Common-mistake callout: Long vs short vowels decide more N2 reading items than any other feature. Compare しょうち (承知, shōchi, understood) vs the illegal しょち, and きょか (許可, kyoka, three morae き-ょ-か) vs きょうか (強化, kyōka, with a long きょう). Pronounce, then count.

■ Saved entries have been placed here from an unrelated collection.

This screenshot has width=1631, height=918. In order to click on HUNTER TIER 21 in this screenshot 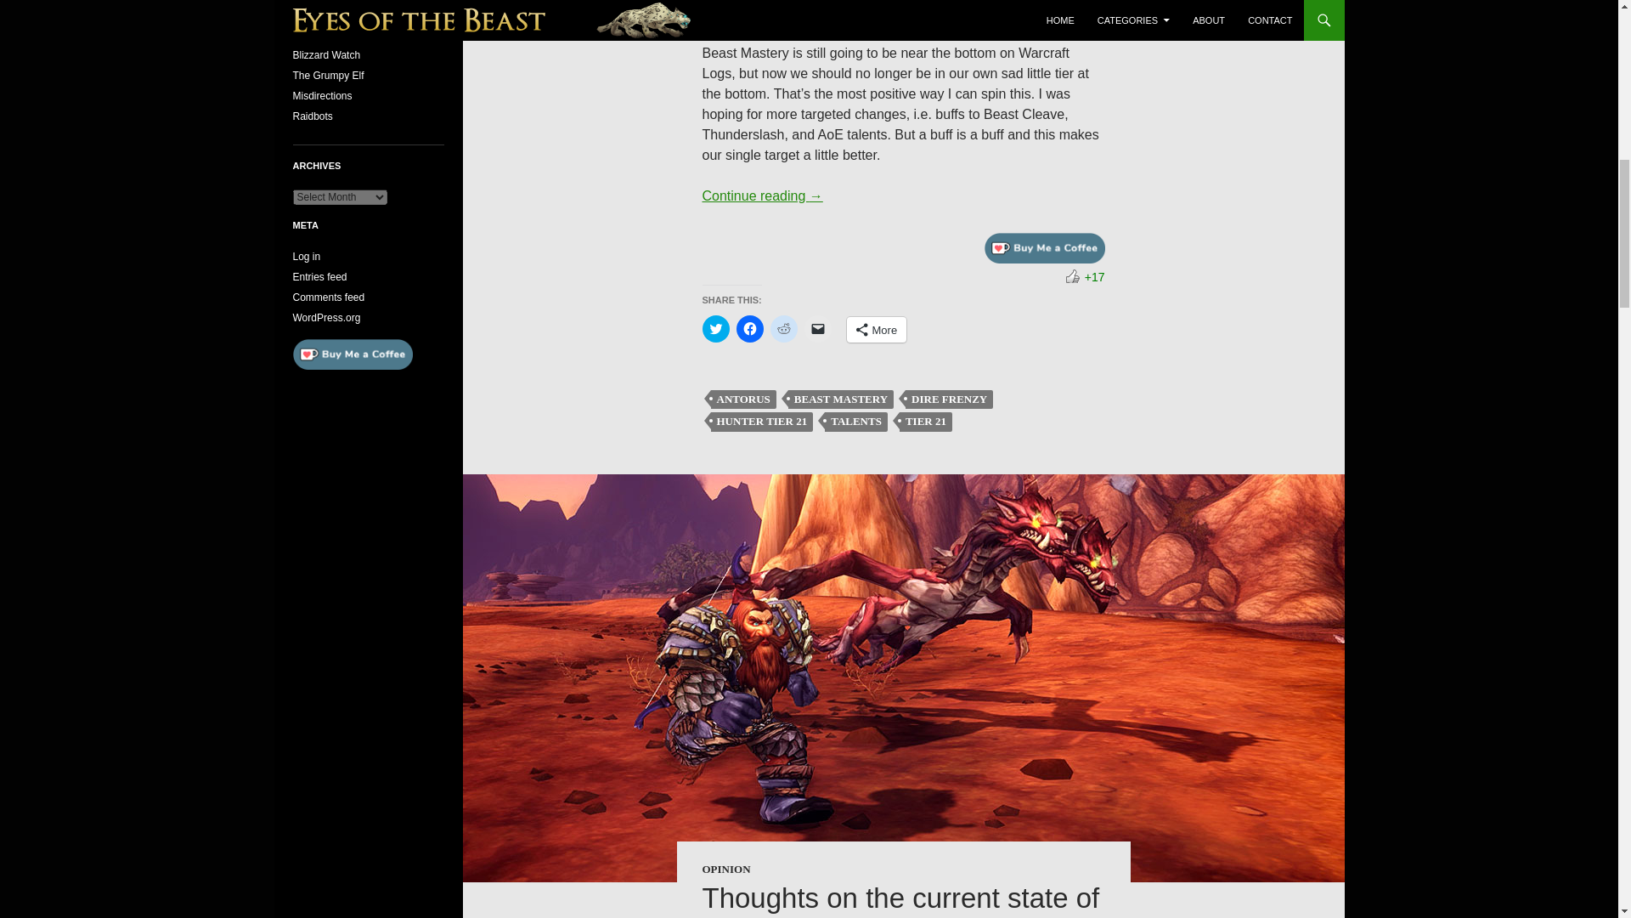, I will do `click(761, 421)`.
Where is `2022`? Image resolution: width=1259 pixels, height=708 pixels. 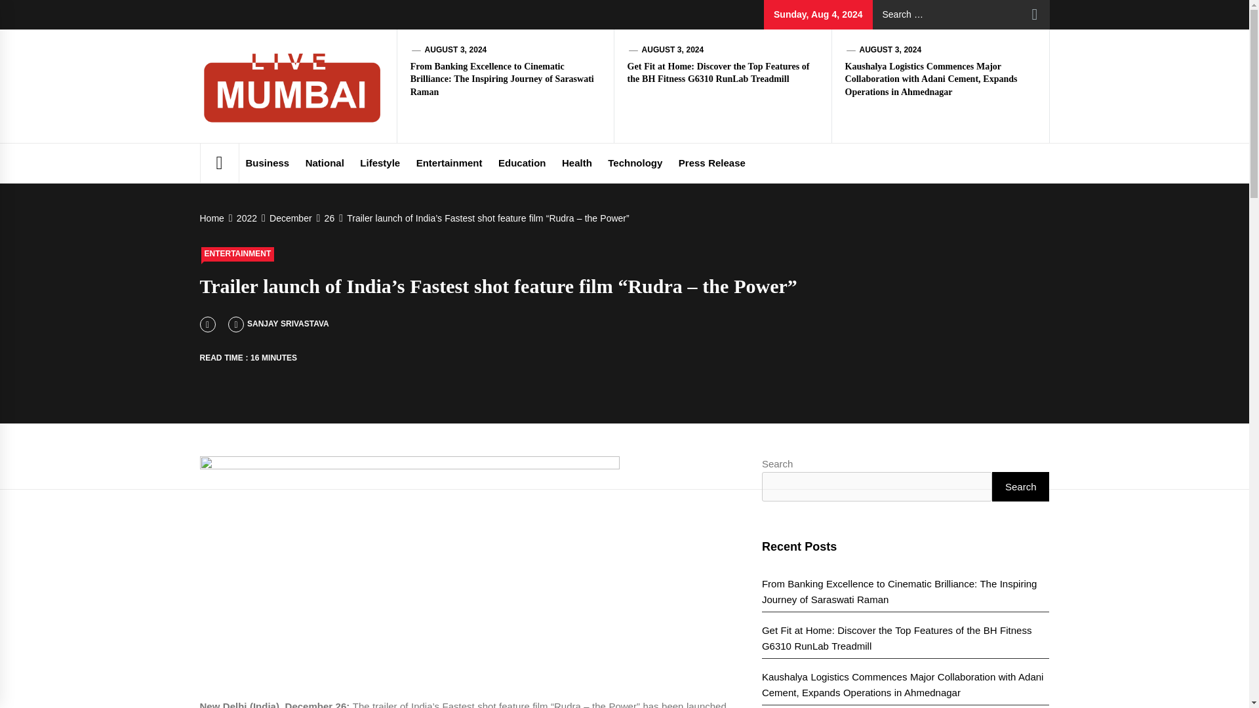 2022 is located at coordinates (245, 218).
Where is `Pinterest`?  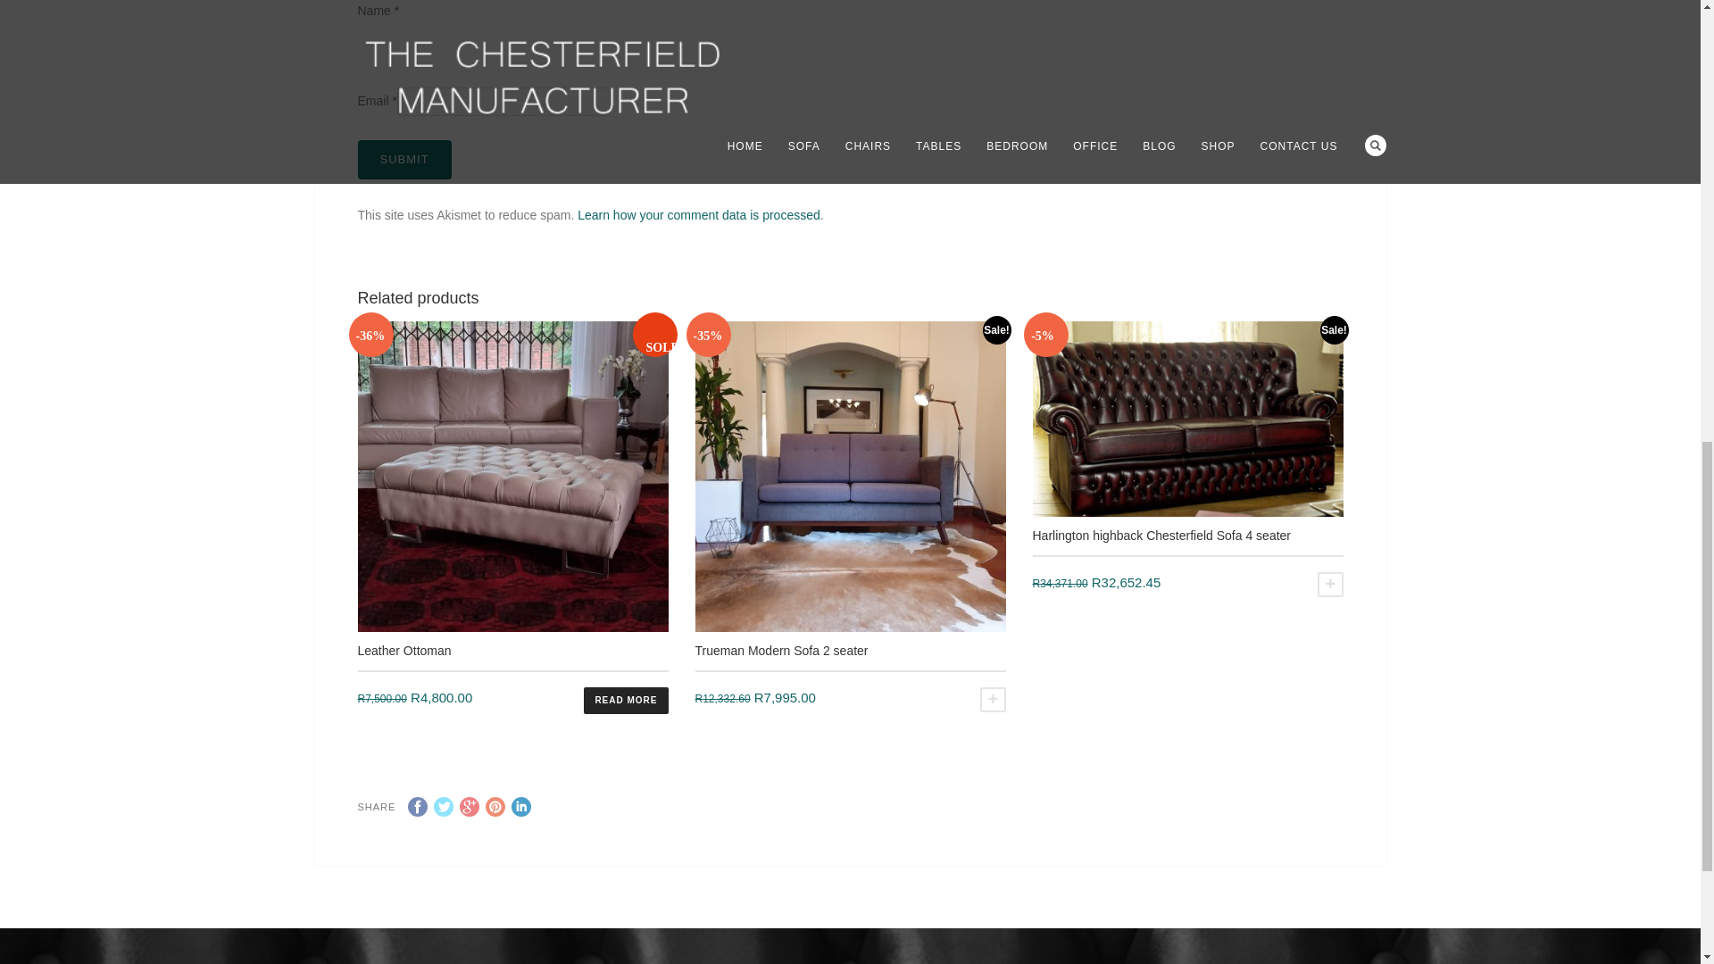
Pinterest is located at coordinates (495, 807).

Jukujikun and Standalone Kun Words
A handful of high-frequency words use a jukujikun (熟字訓) reading: a native reading assigned to a whole compound rather than syllable by syllable. You cannot build these from on or kun readings — you memorize them as units. Common N2-relevant examples: 大人 (おとな, otona, adult), 今日 (きょう, kyō, today), 昨日 (きのう, kinō, yesterday), 上手 (じょうず, jōzu, skilful), 下手 (へた, heta, unskilful), 眼鏡 (めがね, megane, glasses), and 田舎 (いなか, inaka, countryside). When a reading option looks nothing like the on or kun of the individual kanji, suspect a jukujikun.
Separately, remember that single kanji standing alone almost always take the kun'yomi: 力 (ちから, chikara, strength), 涙 (なみだ, namida, tears), 幸せ (しあわせ, shiawase, happiness), 危険 within 危ない (あぶない, abunai, dangerous). Contrast that with the same characters buried in compounds, where the on'yomi returns: 力 becomes りょく in 努力 (どりょく, doryoku, effort). Ask two questions in order — is the word standalone or compound, and could it be a memorized jukujikun — and the reading choices usually collapse to one.
「政府は規制を緩和する方針だ。」の中の「緩和」の読み方として最もよいものはどれですか。
「新しい制度が発展を妨げる恐れがある。」の中の「妨げる」の読み方として最もよいものはどれですか。
次の熟語のうち、連濁(れんだく/sequential voicing)が起きているものはどれですか。